Food delivery platforms process millions of menu items across dozens of languages and writing systems. The core operations (search, deduplication, classification, recommendation) all depend on text embeddings. General-purpose models trained on web text miss food-specific semantics: that "Dal Makhani" and "Black Lentil Curry" are the same dish, that "warm comfort food" should return "mac and cheese" and "tomato soup," or that a menu item with ***HOT*** prefixed is the same dish as the one without it. These gaps cause real production failures.

Why not just use MTEB?

MTEB is the standard for general embedding evaluation. It contains no menu- or dish-level tasks (the closest, NFCorpus, retrieves medical literature for nutrition-seeded queries). Every model on our leaderboard, our own and the strongest general-purpose API models included, scores below 0.24 NDCG@10 on diet and allergen search, and two open-weight models sit at the all-positive floor on cross-lingual matching. FoodEval is complementary to MTEB: it measures domain-specific capabilities that general benchmarks do not surface.

Can I submit results?

Yes. Run the full benchmark at d=384, save the output JSON, and open a pull request with your result file; the steps are in Contributing Results.

What dimension should I use?

The leaderboard standardizes on d=384 so every model is compared at the same width. This is a practical operating point for production deployment (low memory, fast cosine search). On the board, every dense model runs at 384 regardless of whether it was trained for truncation (the protocol note above the leaderboard spells out how). Outside the leaderboard you can evaluate at any dimension by passing --dim to the CLI, or omit it for the model's native width.

Can I use this data for training?

No. FoodEval is licensed under CC-BY-NC-4.0 with an evaluation-only addendum. Using this data as training data for machine learning models is expressly prohibited. Without that restriction, the scores stop meaning anything.

Contributing Results

  1. Run the full benchmark (all 12 tasks) at d=384 for leaderboard inclusion.
  2. Save results: foodeval run --model your-model --dim 384 --output results/your_model_384.json.
  3. Open a PR to github.com/latimal/foodeval with the result JSON.
  4. Include the model name, source (Hugging Face ID, API, etc.), and any notable configuration.
  5. Confirm in the PR that the model was not trained, fine-tuned, or distilled on FoodEval data. Full requirements: CONTRIBUTING.md.

Citation

@misc{foodeval2026,
  title   = {FoodEval: A Benchmark for Food-Domain Text Embeddings},
  author  = {Patni, Aditya},
  year    = {2026},
  url     = {https://github.com/latimal/foodeval},
  version = {0.1.0},
  license = {CC-BY-NC-4.0 with evaluation-only addendum}
}

License

CC-BY-NC-4.0 with an evaluation-only addendum. See LICENSE for the license summary and addendum text, and creativecommons.org/licenses/by-nc/4.0/legalcode for the full legal code.

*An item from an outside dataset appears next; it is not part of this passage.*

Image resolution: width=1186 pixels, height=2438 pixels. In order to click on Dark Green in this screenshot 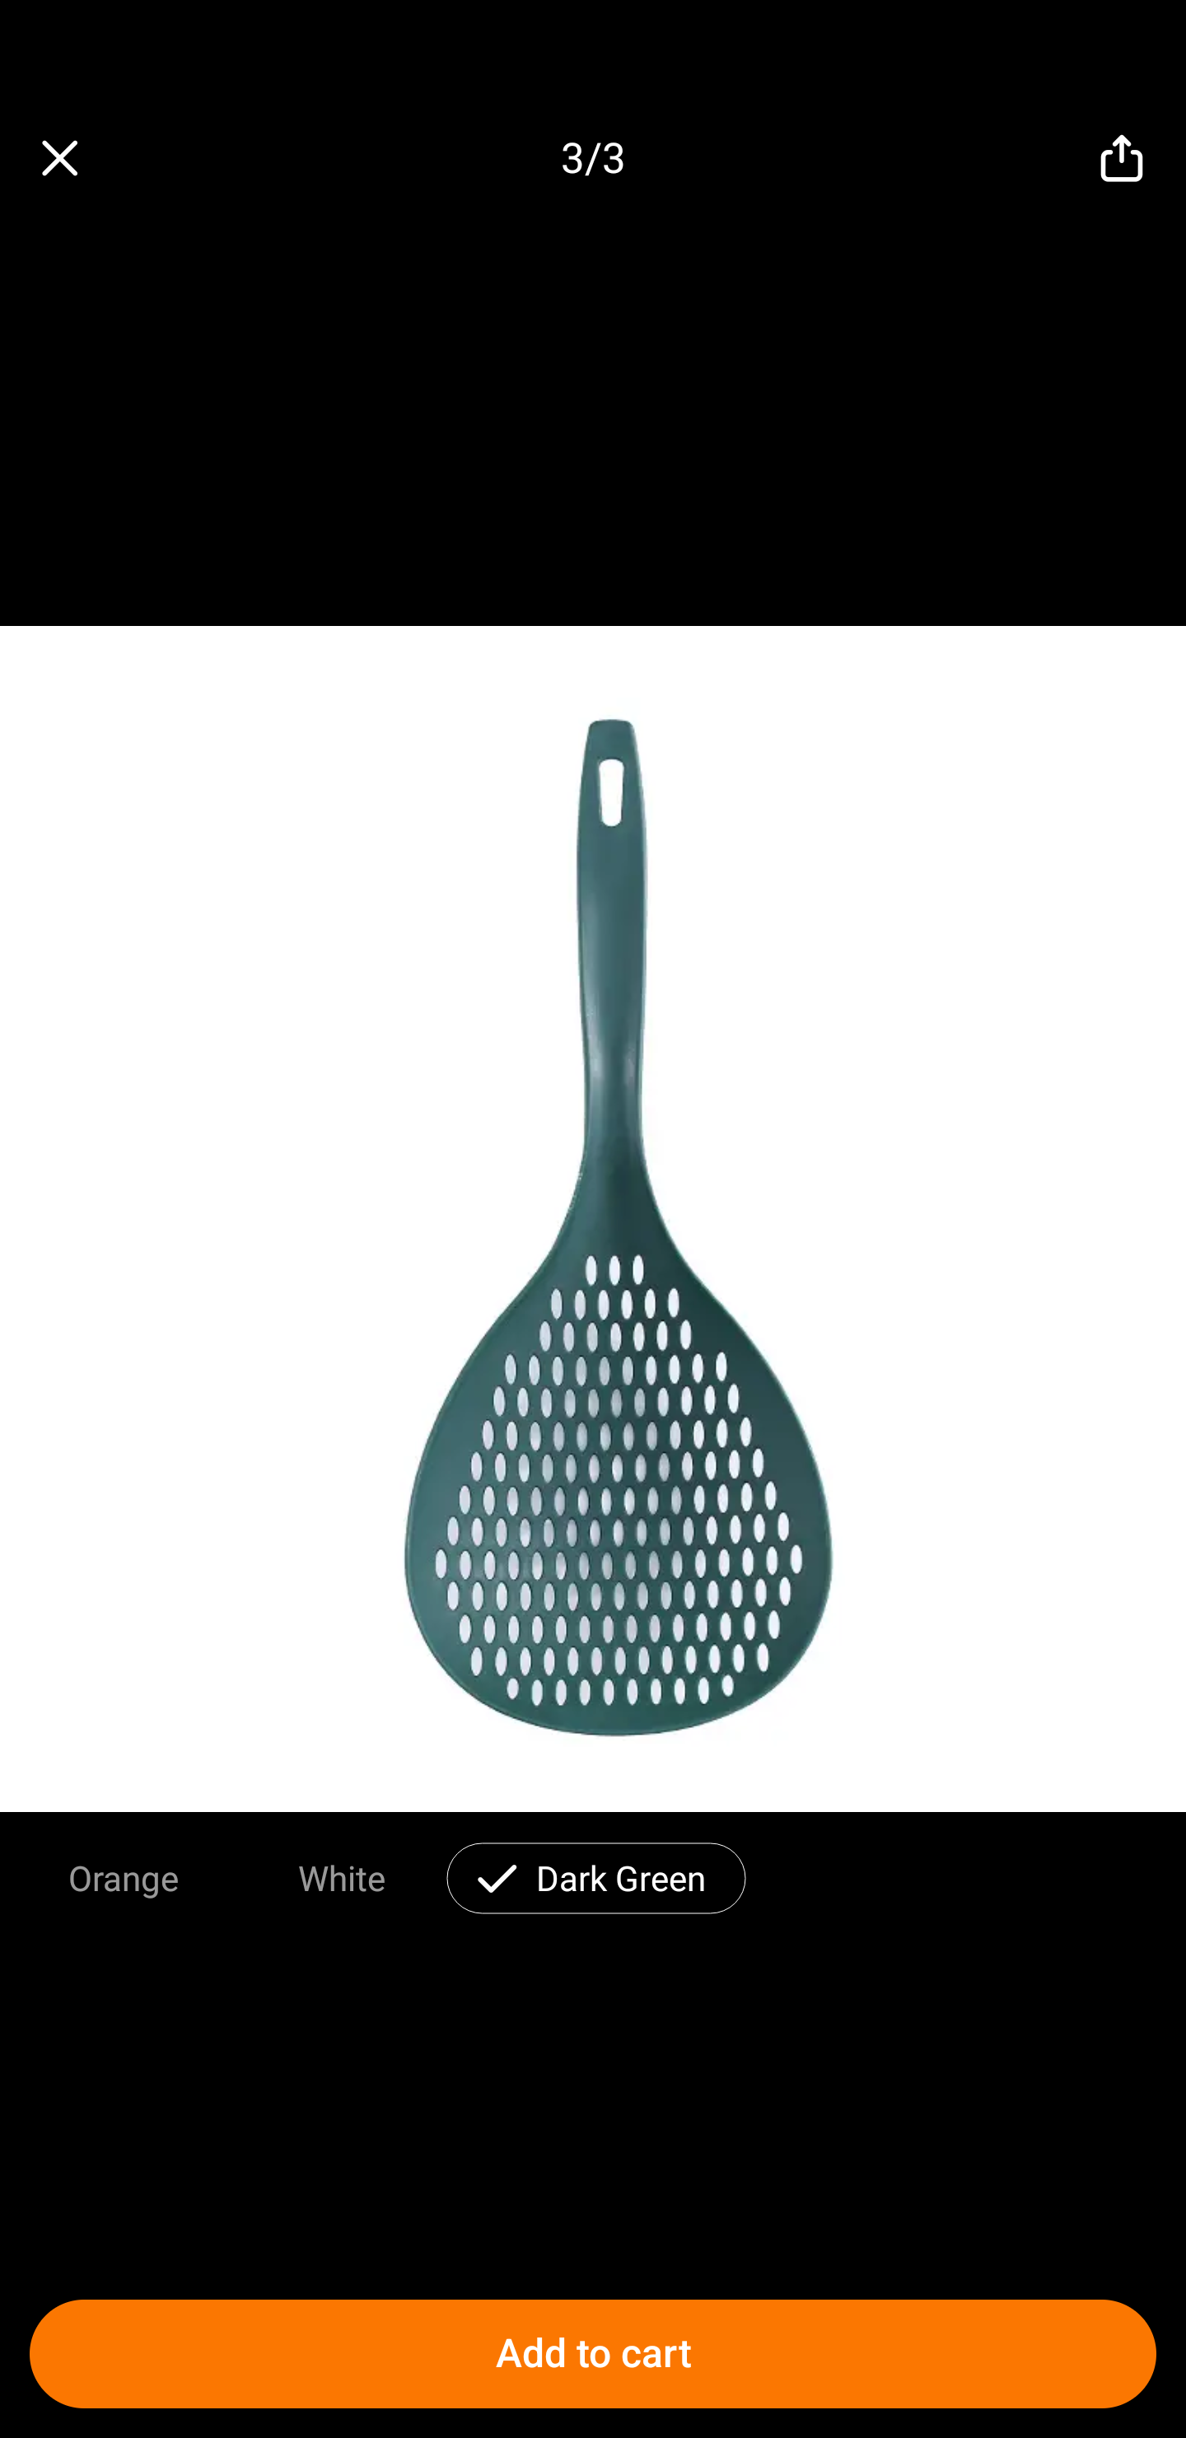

As licensor, Latimal grants two permissions on top of the license, recorded in LICENSE: running FoodEval to evaluate and compare models is permitted in any setting, including inside a company; and the evaluation code and tooling may be used commercially. What is never permitted, in any setting: using the data to train, fine-tune, or distill a model, or selling the data. The data may be redistributed only under these same terms, unmodified; the code carries the commercial-use permission above.